Take the example of Epic Games and their massively successful game Fortnite, which attracts more than 125 million players globally. Epic uses AWS to gain an up-to-the-minute understanding of gamers’ satisfaction and interaction, and then they make this data available to their game designers. The game designers use this data to make decisions about fresh new experiences to add, like autogenerating maps that feel handcrafted for each game or deciding which weapons to introduce or discontinue. This creates a better experience for the gamers and a more engaged user community.
Speak the Same Language
Language has played an essential role since ancient times in establishing and maintaining cultures. A common language helps communicate the values, beliefs, and ideas that form the culture. Data-driven culture is no different. To create a data-driven culture, enterprises need to create a common vocabulary around data. This starts with the definition of key business metrics that the whole company understands, but then goes beyond to also identify variables that feed into those metrics. This is much more difficult than it sounds, because functions within an enterprise are often measured based on different success metrics.
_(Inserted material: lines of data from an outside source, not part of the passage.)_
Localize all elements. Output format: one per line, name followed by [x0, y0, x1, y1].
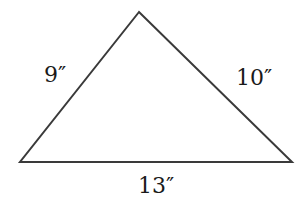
triangle-diagram: 9″ 10″ 13″: [0, 0, 308, 205]
side-label-left: 9″: [44, 64, 66, 86]
side-label-right: 10″: [236, 67, 272, 89]
side-label-bottom: 13″: [138, 175, 174, 197]
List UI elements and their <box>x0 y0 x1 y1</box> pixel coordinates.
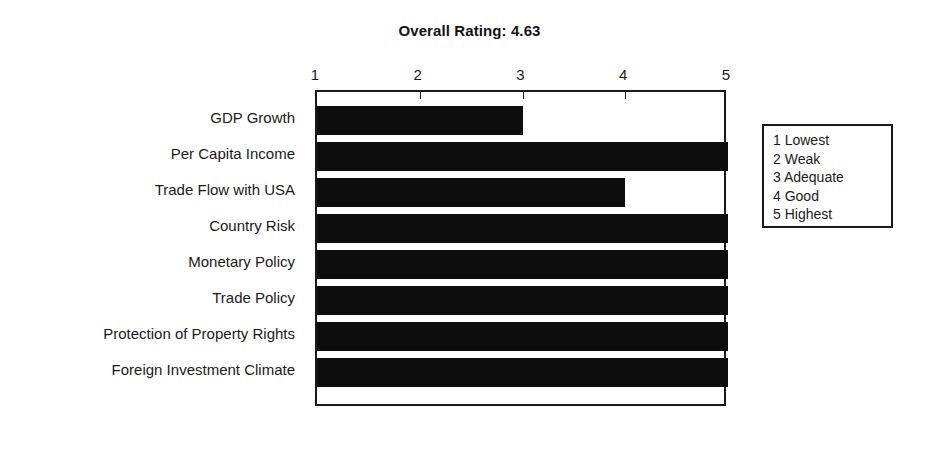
plot-area <box>315 90 726 406</box>
bar <box>317 358 728 387</box>
legend-entry: 5 Highest <box>773 205 891 224</box>
bar <box>317 214 728 243</box>
bars-layer <box>317 92 724 404</box>
legend: 1 Lowest2 Weak3 Adequate4 Good5 Highest <box>762 124 893 228</box>
x-axis-tick-label-4: 4 <box>619 66 627 83</box>
bar-row <box>317 286 724 315</box>
legend-entry: 4 Good <box>773 187 891 206</box>
bar <box>317 142 728 171</box>
bar <box>317 322 728 351</box>
legend-entry: 3 Adequate <box>773 168 891 187</box>
category-label: Trade Policy <box>212 290 295 306</box>
category-label: Trade Flow with USA <box>155 182 295 198</box>
bar-row <box>317 106 724 135</box>
bar-row <box>317 178 724 207</box>
chart-title: Overall Rating: 4.63 <box>0 22 939 39</box>
bar-row <box>317 142 724 171</box>
category-label: GDP Growth <box>210 110 295 126</box>
bar <box>317 106 523 135</box>
bar <box>317 250 728 279</box>
x-axis-tick-label-1: 1 <box>311 66 319 83</box>
category-label: Monetary Policy <box>188 254 295 270</box>
x-axis-tick-label-3: 3 <box>516 66 524 83</box>
x-axis-tick-label-2: 2 <box>414 66 422 83</box>
category-label: Country Risk <box>209 218 295 234</box>
legend-entry: 2 Weak <box>773 150 891 169</box>
bar-row <box>317 322 724 351</box>
y-axis-category-labels: GDP GrowthPer Capita IncomeTrade Flow wi… <box>0 90 305 406</box>
category-label: Per Capita Income <box>171 146 295 162</box>
bar <box>317 178 625 207</box>
bar-row <box>317 214 724 243</box>
bar <box>317 286 728 315</box>
bar-row <box>317 358 724 387</box>
category-label: Protection of Property Rights <box>103 326 295 342</box>
x-axis-tick-label-5: 5 <box>722 66 730 83</box>
category-label: Foreign Investment Climate <box>112 362 295 378</box>
bar-row <box>317 250 724 279</box>
legend-entry: 1 Lowest <box>773 131 891 150</box>
x-axis: 12345 <box>315 66 726 88</box>
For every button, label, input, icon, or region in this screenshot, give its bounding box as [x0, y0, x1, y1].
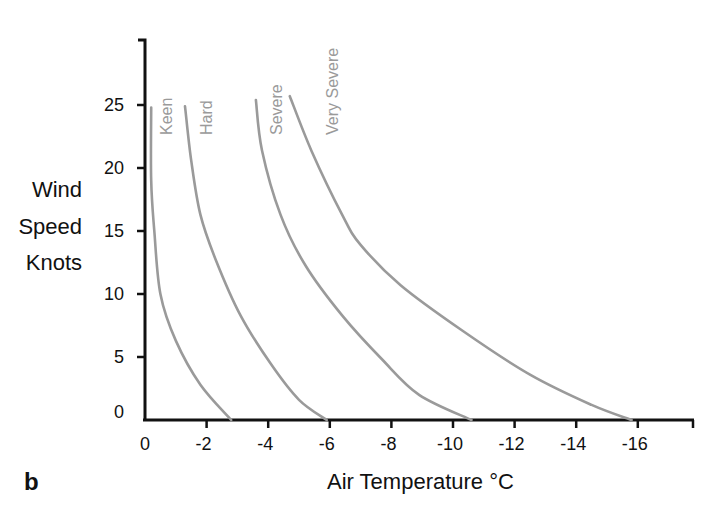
curve-severe: [256, 100, 472, 420]
x-tick-label: -2: [196, 434, 212, 454]
x-tick-label: 0: [140, 434, 150, 454]
x-tick-label: -10: [437, 434, 463, 454]
y-tick-label: 5: [114, 347, 124, 367]
curve-label-severe: Severe: [268, 84, 285, 135]
y-tick-label: 10: [104, 284, 124, 304]
x-axis-title: Air Temperature °C: [327, 469, 514, 494]
x-ticks: 0-2-4-6-8-10-12-14-16: [140, 420, 693, 454]
axes: [138, 40, 694, 420]
wind-chill-chart: 0510152025 0-2-4-6-8-10-12-14-16 Keen Ha…: [0, 0, 723, 512]
curve-label-very-severe: Very Severe: [324, 48, 341, 135]
y-ticks: 0510152025: [104, 95, 145, 422]
curve-label-keen: Keen: [158, 98, 175, 135]
panel-label: b: [24, 468, 39, 495]
x-tick-label: -8: [380, 434, 396, 454]
x-tick-label: -16: [622, 434, 648, 454]
x-tick-label: -12: [499, 434, 525, 454]
y-tick-label: 25: [104, 95, 124, 115]
x-tick-label: -4: [257, 434, 273, 454]
y-tick-label: 0: [114, 402, 124, 422]
y-tick-label: 20: [104, 158, 124, 178]
x-tick-label: -6: [319, 434, 335, 454]
curve-very-severe: [290, 96, 632, 420]
y-axis-title-line-2: Speed: [18, 214, 82, 239]
y-axis-title: Wind Speed Knots: [18, 177, 82, 275]
y-axis-title-line-3: Knots: [26, 250, 82, 275]
curve-label-hard: Hard: [198, 100, 215, 135]
y-axis-title-line-1: Wind: [32, 177, 82, 202]
curves: [151, 96, 632, 420]
y-tick-label: 15: [104, 221, 124, 241]
x-tick-label: -14: [560, 434, 586, 454]
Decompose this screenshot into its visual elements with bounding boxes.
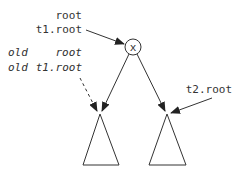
left-child-edge — [102, 54, 129, 111]
t1-root-arrow — [86, 30, 124, 44]
old-t1-root-label: t1.root — [36, 61, 83, 74]
root-label: root — [56, 9, 83, 22]
left-subtree-triangle — [83, 114, 119, 165]
right-subtree-triangle — [149, 114, 186, 165]
tree-node-x: x — [125, 39, 141, 55]
old-t1-root-prefix: old — [8, 61, 28, 74]
right-child-edge — [137, 54, 165, 111]
t2-root-arrow — [171, 98, 212, 113]
tree-diagram: root t1.root x old root old t1.root t2.r… — [0, 0, 242, 175]
node-label: x — [130, 41, 137, 54]
old-root-prefix: old — [8, 46, 28, 59]
old-root-label: root — [56, 46, 83, 59]
t2-root-label: t2.root — [186, 83, 232, 96]
t1-root-label: t1.root — [36, 23, 82, 36]
old-pointer-dashed-arrow — [80, 78, 97, 111]
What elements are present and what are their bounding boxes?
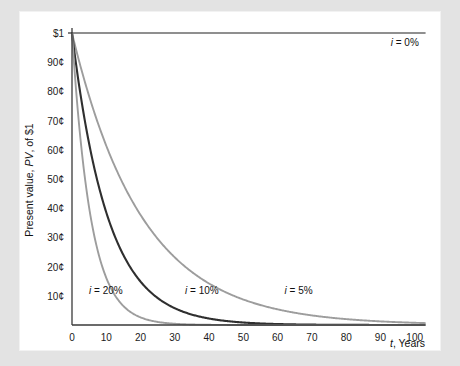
curve-0.2 (72, 33, 425, 325)
x-tick-40: 40 (204, 332, 216, 343)
curve-0.05 (72, 33, 425, 323)
x-tick-70: 70 (306, 332, 318, 343)
curve-0.1 (72, 33, 425, 325)
series-annotations: i = 0%i = 5%i = 10%i = 20% (89, 37, 419, 296)
x-tick-60: 60 (272, 332, 284, 343)
series-label-0.2: i = 20% (89, 285, 123, 296)
figure-container: 0102030405060708090100 $190¢80¢70¢60¢50¢… (0, 0, 460, 366)
y-tick-60¢: 60¢ (47, 145, 64, 156)
x-tick-20: 20 (135, 332, 147, 343)
y-tick-50¢: 50¢ (47, 174, 64, 185)
axes (68, 28, 425, 325)
series-label-0: i = 0% (391, 37, 419, 48)
y-axis-title: Present value, PV, of $1 (23, 123, 35, 236)
x-tick-50: 50 (238, 332, 250, 343)
y-tick-80¢: 80¢ (47, 86, 64, 97)
x-tick-10: 10 (101, 332, 113, 343)
y-tick-40¢: 40¢ (47, 203, 64, 214)
y-tick-$1: $1 (53, 28, 65, 39)
series-label-0.05: i = 5% (285, 285, 313, 296)
y-tick-70¢: 70¢ (47, 116, 64, 127)
y-tick-10¢: 10¢ (47, 291, 64, 302)
x-tick-30: 30 (169, 332, 181, 343)
series-label-0.1: i = 10% (185, 285, 219, 296)
x-tick-0: 0 (69, 332, 75, 343)
x-axis-title: t, Years (390, 337, 425, 349)
x-tick-80: 80 (341, 332, 353, 343)
y-tick-20¢: 20¢ (47, 262, 64, 273)
x-tick-90: 90 (375, 332, 387, 343)
x-axis-tick-labels: 0102030405060708090100 (69, 332, 423, 343)
y-tick-90¢: 90¢ (47, 57, 64, 68)
y-axis-tick-labels: $190¢80¢70¢60¢50¢40¢30¢20¢10¢ (47, 28, 64, 302)
y-tick-30¢: 30¢ (47, 232, 64, 243)
series-curves (72, 33, 425, 325)
chart-plot: 0102030405060708090100 $190¢80¢70¢60¢50¢… (0, 0, 460, 366)
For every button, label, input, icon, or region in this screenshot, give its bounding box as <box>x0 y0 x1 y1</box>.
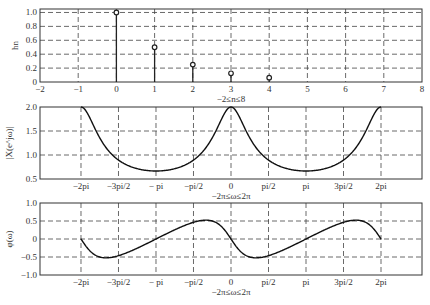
y-tick-label: 2.0 <box>26 102 38 112</box>
subplot-3: −2pi−3pi/2− pi−pi/20pi/2pi3pi/22pi−1.0−0… <box>4 198 422 297</box>
y-tick-label: 1.0 <box>26 7 38 17</box>
x-tick-label: pi/2 <box>261 277 275 287</box>
x-tick-label: pi/2 <box>261 181 275 191</box>
x-tick-label: −pi/2 <box>184 181 203 191</box>
x-axis-label: −2π≤ω≤2π <box>212 287 251 297</box>
stem-marker <box>267 75 272 80</box>
stem-marker <box>114 10 119 15</box>
x-tick-label: pi <box>302 181 310 191</box>
y-tick-label: −1.0 <box>21 270 38 280</box>
subplot-1: −2−101234567800.20.40.60.81.0−2≤n≤8hn <box>10 7 425 104</box>
y-tick-label: 0.6 <box>26 35 38 45</box>
x-tick-label: 3 <box>229 84 234 94</box>
x-tick-label: − pi <box>149 277 164 287</box>
y-tick-label: 0.4 <box>26 49 38 59</box>
x-tick-label: pi <box>302 277 310 287</box>
x-tick-label: 3pi/2 <box>334 181 353 191</box>
x-tick-label: 2pi <box>375 277 387 287</box>
y-tick-label: 0.8 <box>26 21 38 31</box>
y-tick-label: 0 <box>33 234 38 244</box>
x-tick-label: −2pi <box>73 277 90 287</box>
x-tick-label: − pi <box>149 181 164 191</box>
stem-marker <box>229 71 234 76</box>
grid <box>40 107 422 179</box>
x-tick-label: −2pi <box>73 181 90 191</box>
y-tick-label: 1.0 <box>26 150 38 160</box>
y-tick-label: 0.5 <box>26 174 38 184</box>
x-tick-label: 0 <box>229 181 234 191</box>
y-tick-label: 0 <box>33 77 38 87</box>
x-tick-label: 4 <box>267 84 272 94</box>
figure: −2−101234567800.20.40.60.81.0−2≤n≤8hn−2p… <box>0 0 430 305</box>
x-tick-label: −3pi/2 <box>107 277 131 287</box>
x-tick-label: 0 <box>229 277 234 287</box>
y-axis-label: φ(ω) <box>4 230 14 247</box>
y-tick-label: 0.2 <box>26 63 37 73</box>
x-axis-label: −2≤n≤8 <box>217 94 246 104</box>
stem-marker <box>152 45 157 50</box>
y-tick-label: 0.5 <box>26 216 38 226</box>
x-tick-label: 2 <box>191 84 196 94</box>
x-tick-label: 8 <box>420 84 425 94</box>
stem-marker <box>191 62 196 67</box>
x-tick-label: 6 <box>343 84 348 94</box>
x-tick-label: 0 <box>114 84 119 94</box>
x-tick-label: −1 <box>73 84 83 94</box>
x-tick-label: −pi/2 <box>184 277 203 287</box>
x-tick-label: 2pi <box>375 181 387 191</box>
subplot-2: −2pi−3pi/2− pi−pi/20pi/2pi3pi/22pi0.51.0… <box>4 102 422 201</box>
x-tick-label: 1 <box>152 84 157 94</box>
x-tick-label: 5 <box>305 84 310 94</box>
x-axis-label: −2π≤ω≤2π <box>212 191 251 201</box>
x-tick-label: 3pi/2 <box>334 277 353 287</box>
x-tick-label: 7 <box>382 84 387 94</box>
y-tick-label: −0.5 <box>21 252 38 262</box>
x-tick-label: −3pi/2 <box>107 181 131 191</box>
y-axis-label: hn <box>10 41 20 51</box>
y-axis-label: |X(e^jω)| <box>4 126 14 159</box>
y-tick-label: 1.0 <box>26 198 38 208</box>
y-tick-label: 1.5 <box>26 126 38 136</box>
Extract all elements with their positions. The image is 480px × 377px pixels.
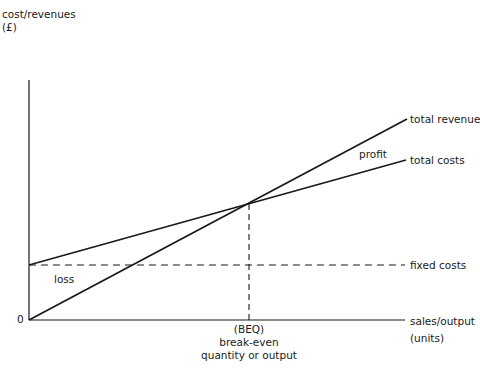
origin-label: 0 [17, 313, 24, 326]
loss-label: loss [54, 273, 74, 286]
y-axis-label-line1: cost/revenues [2, 8, 76, 21]
x-axis-label-line2: (units) [410, 330, 475, 347]
beq-label: (BEQ) [189, 323, 309, 336]
break-even-text: break-even [189, 336, 309, 349]
y-axis-label-line2: (£) [2, 21, 76, 34]
profit-label: profit [359, 148, 387, 161]
fixed-costs-label: fixed costs [410, 259, 466, 272]
break-even-label: (BEQ) break-even quantity or output [189, 323, 309, 362]
total-costs-label: total costs [410, 154, 465, 167]
total-revenue-label: total revenue [410, 113, 480, 126]
total-revenue-line [29, 119, 407, 320]
x-axis-label-line1: sales/output [410, 313, 475, 330]
y-axis-label: cost/revenues (£) [2, 8, 76, 34]
quantity-or-output-text: quantity or output [189, 349, 309, 362]
x-axis-label: sales/output (units) [410, 313, 475, 347]
total-costs-line [29, 160, 406, 265]
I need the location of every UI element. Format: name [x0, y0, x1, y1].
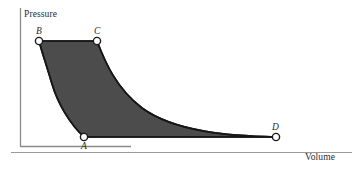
state-point-a-label: A — [81, 142, 87, 152]
state-point-b-marker — [35, 37, 42, 44]
state-point-d-marker — [272, 133, 279, 140]
work-region-shape — [39, 41, 276, 137]
state-point-a-marker — [80, 133, 87, 140]
volume-axis-title: Volume — [305, 153, 335, 163]
pv-diagram-canvas — [0, 0, 355, 172]
pressure-volume-figure: Pressure Volume A B C D — [0, 0, 355, 172]
state-point-d-label: D — [272, 123, 279, 133]
pressure-axis-title: Pressure — [24, 10, 57, 20]
state-point-c-marker — [93, 37, 100, 44]
state-point-c-label: C — [94, 27, 100, 37]
state-point-b-label: B — [36, 27, 42, 37]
To bring consistency, create a small set of key outcomes that the whole enterprise is accountable for and has visibility into. Then break them down into smaller metrics by functions that directly feed into the overall outcome. Do not simply measure what you can; measure what you should. The key is to keep this list of metrics short. Once you’ve identified them, agree on a common definition, and ensure that everyone understands it. It is important to create ongoing mechanisms to ensure consistency, accuracy, and education around them.
In summary, a data-driven culture thrives when the senior leadership is engaged, middle-management is empowered, frontline employees are energized, and silos are eliminated. Data-driven culture is a fun environment to work in, as it brings objectivity, transparency, and innovation. By driving a data-driven culture at scale, successful organizations turn data into a differentiator in the marketplace and a unifier within their company.